WHAT NEEDS TO BE DONE: Produce an exact transcription of the data, with the images left out.

DATASET EXCERPTS:
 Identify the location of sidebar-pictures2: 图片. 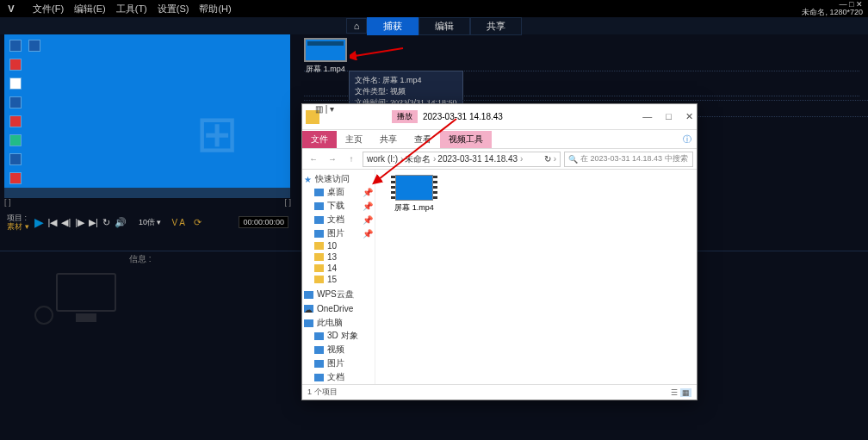
(338, 363).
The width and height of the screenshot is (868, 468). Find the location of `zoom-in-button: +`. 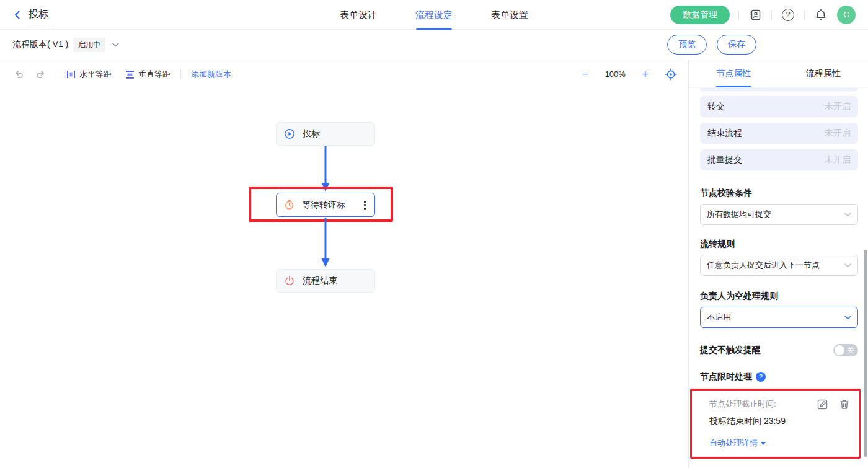

zoom-in-button: + is located at coordinates (645, 74).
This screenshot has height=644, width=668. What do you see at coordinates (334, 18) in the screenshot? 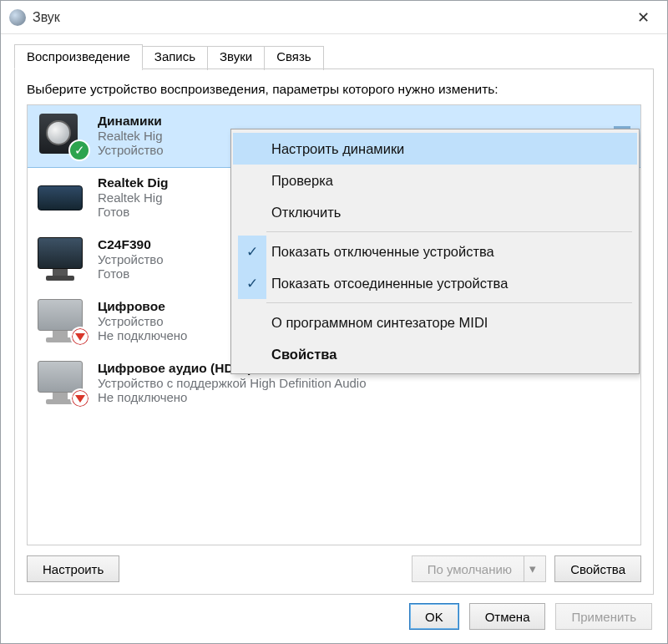
I see `titlebar: Звук ✕` at bounding box center [334, 18].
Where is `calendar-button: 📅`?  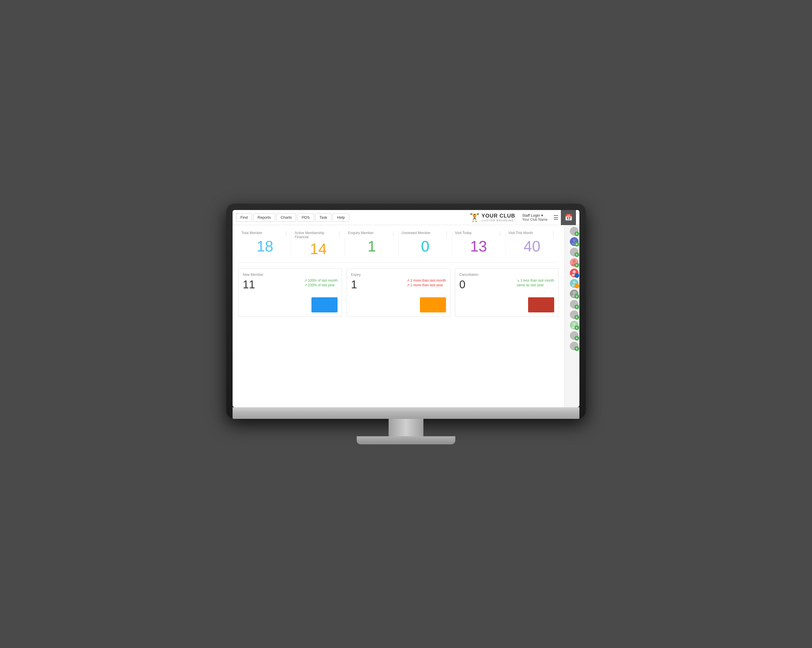
calendar-button: 📅 is located at coordinates (568, 217).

RESULT OF THE TASK:
 Identify the location of sidebar-pictures2: 图片. 
(338, 363).
The width and height of the screenshot is (868, 468). Find the location of `zoom-in-button: +`. 

zoom-in-button: + is located at coordinates (645, 74).
This screenshot has height=644, width=668. What do you see at coordinates (334, 18) in the screenshot? 
I see `titlebar: Звук ✕` at bounding box center [334, 18].
Where is `calendar-button: 📅`?  
calendar-button: 📅 is located at coordinates (568, 217).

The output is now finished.